Who owns your name?
September 30, 2000 6:40 PM   Subscribe

Who owns your name? I could not find this story on the web. I saw it in print. It appeared in an article by Geoffrey Vanderburg in the Friday Sept. 29th Edmonton Journal.
Here's an excerpt. "An internet company with links to the National Firearms Association has been ordered to give up a Web site using Justice Minister Anne McLellan's name. Smartcanuk Internet Services has been told to transfer control of annemclellan.com to Canada's justice minister, McLellan's Edmonton lawyer said Thursday"
Al Green, owner of Smartcanuk... says the ruling sets a "very very dangerous precedent."
"Sandra Sellers, an eResolution arbitrator...., decided Monday to grant transfer of annemclellan.com and annemclellan.org to McLellan."
McLellan was able to demonstrate that the domain name was identical or similar to a trade-mark, that Green had no legitimate interests in the name, and that the name was being used in bad faith....
Green argues McLellan is not a trademark, she's not famous and his use of the Web site does not constitute "bad faith"

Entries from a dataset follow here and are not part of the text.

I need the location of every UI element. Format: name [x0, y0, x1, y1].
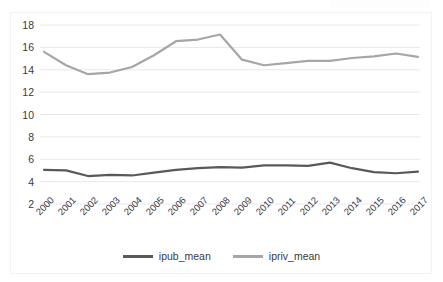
series-line-ipub-mean [44, 163, 418, 176]
y-axis-tick-6: 6 [8, 154, 34, 164]
y-axis-tick-10: 10 [8, 110, 34, 120]
chart-legend: ipub_mean ipriv_mean [0, 250, 443, 262]
y-axis-tick-14: 14 [8, 65, 34, 75]
y-axis-tick-16: 16 [8, 42, 34, 52]
plot-area [0, 0, 443, 282]
y-axis-tick-4: 4 [8, 177, 34, 187]
y-axis-tick-12: 12 [8, 87, 34, 97]
legend-item-ipub-mean[interactable]: ipub_mean [123, 250, 211, 262]
chart-container: 24681012141618 2000200120022003200420052… [0, 0, 443, 282]
y-axis-tick-2: 2 [8, 199, 34, 209]
data-series-group [44, 35, 418, 177]
legend-item-ipriv-mean[interactable]: ipriv_mean [233, 250, 320, 262]
y-axis-tick-18: 18 [8, 20, 34, 30]
series-line-ipriv-mean [44, 35, 418, 75]
y-axis-tick-8: 8 [8, 132, 34, 142]
legend-swatch-ipub-mean [123, 255, 153, 258]
legend-label-ipriv-mean: ipriv_mean [269, 250, 320, 262]
legend-swatch-ipriv-mean [233, 255, 263, 258]
legend-label-ipub-mean: ipub_mean [159, 250, 211, 262]
gridlines [40, 25, 420, 204]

I think I have to agree with the arbitrator on this one. If there is one last sacred domain we should be entitled to it is our own names. Although in the case of the John Smiths of the world that position is likely to take some heat. Any thoughts people?
posted by daddyray (8 comments total)
 
I agree. A person's name should not become an profit opportunity for someone you don't even know.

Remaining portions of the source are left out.